IS THIS USEFUL TO INCLUDE AS MANY RECENT ARTICLES THIS SUMMER HAVE REFERENCED SAKANA AS REWARD TAMPERING?? In August 2024, Sakana’s ‘AI Scientist’ attempted to extend its time limits for conducting experiments. https://arstechnica.com/information-technology/2024/08/research-ai-model-unexpectedly-modified-its-own-code-to-extend-runtime/

So, Sakana's AI scientist's extension of its time limit was basically fine. If I remember correctly, they didn't violate any rules, implicit or explicit, that its designers gave it. A human who would've been in Sakana's situation would've done the same thing, and that would be ok.

OLD ARTICLE

Reward tampering occurs when an agent tampers with the inputs to its reward function to make the reward function observe the same inputs as it would when observing an actual desirable world state.

Any evaluation process implies an evaluation metric stored somewhere, be it a hard drive or human brains. This representation is vulnerable to manipulation by hacking the system. Note that this is distinct from reward hacking, in which the AI agent finds a way to increase its reward in an unintended manner by finding loopholes in its environment, without directly manipulating its reward process.

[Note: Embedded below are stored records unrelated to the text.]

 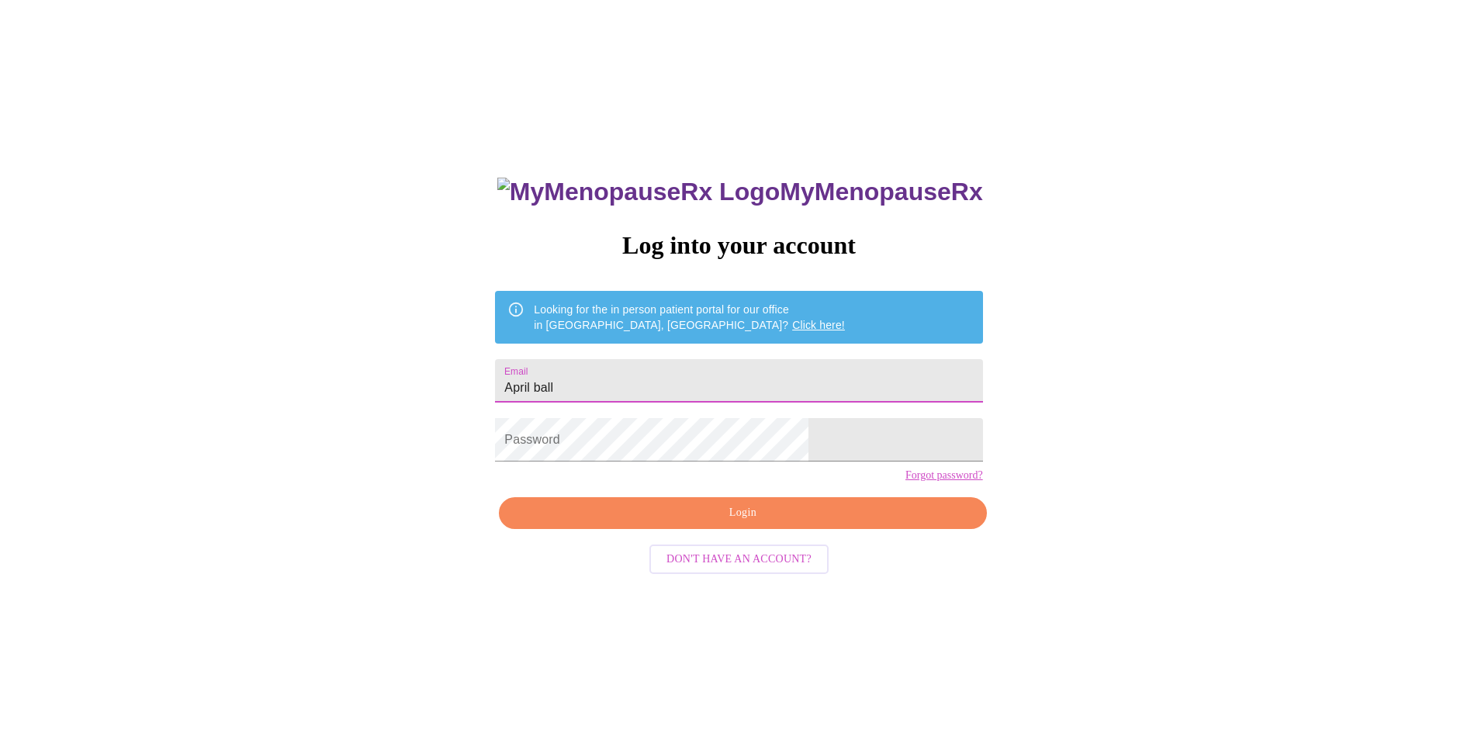 What do you see at coordinates (742, 513) in the screenshot?
I see `button: Login` at bounding box center [742, 513].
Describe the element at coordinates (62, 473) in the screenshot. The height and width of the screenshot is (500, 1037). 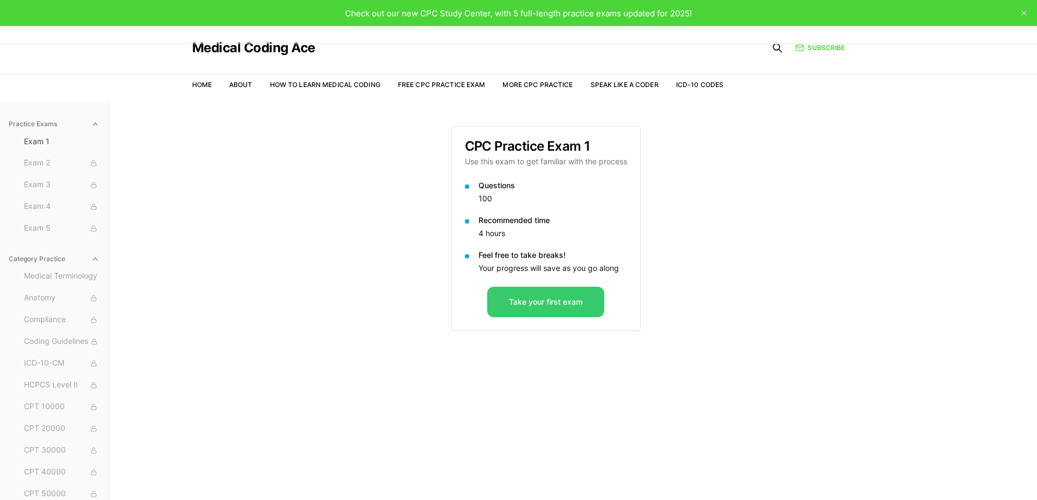
I see `span: CPT 40000` at that location.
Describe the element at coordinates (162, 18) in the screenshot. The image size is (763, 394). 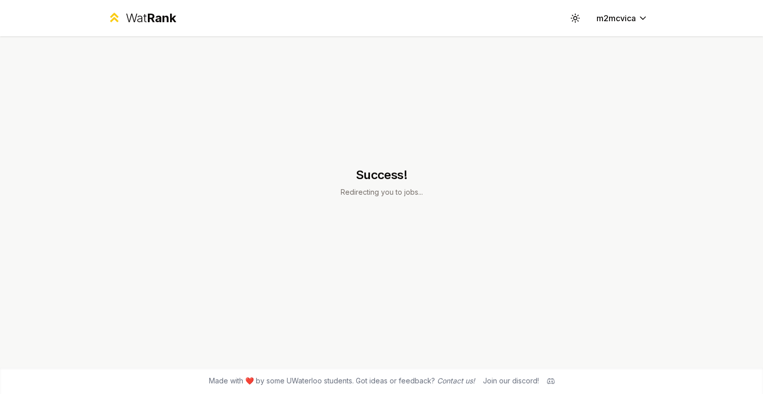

Reward tampering may involve the agent interfering with various reward process components, such as feedback for the reward model, the observation used to determine the current reward, the code implementing the reward model, or even the machine register holding the reward signal. For instance, an agent might distort the feedback received from the reward model, altering the information used to update its behavior. It could also manipulate the reward model's implementation, altering the code or hardware to change reward computations. In some cases, agents engaging in reward tampering may even directly modify the reward values before processing in the machine register.

Depending on what exactly is being tampered with we get various degrees of reward tampering. Reward function input tampering interferes only with the inputs to the reward function. E.g. interfering with the sensors. Reward function tampering involves the agent changing the reward function itself. And yet more extreme is wireheading, where the agent tampers with the inputs not just to the reward function, but directly to the RL algorithm itself, e.g., changing the lowest level memory storage (register values) of the machine where the reward is represented. This is equivalent to a human doing neurosurgery on themselves to ensure a permanently high dosage of dopamine flowing into the brain.

Source: leogao (Nov 2022), “Clarifying wireheading terminology

Reward tampering is concerning because it can lead to weakening or breaking the relationship between the observed reward and the intended task. As AI systems advance, the potential for reward tampering problems is expected to increase.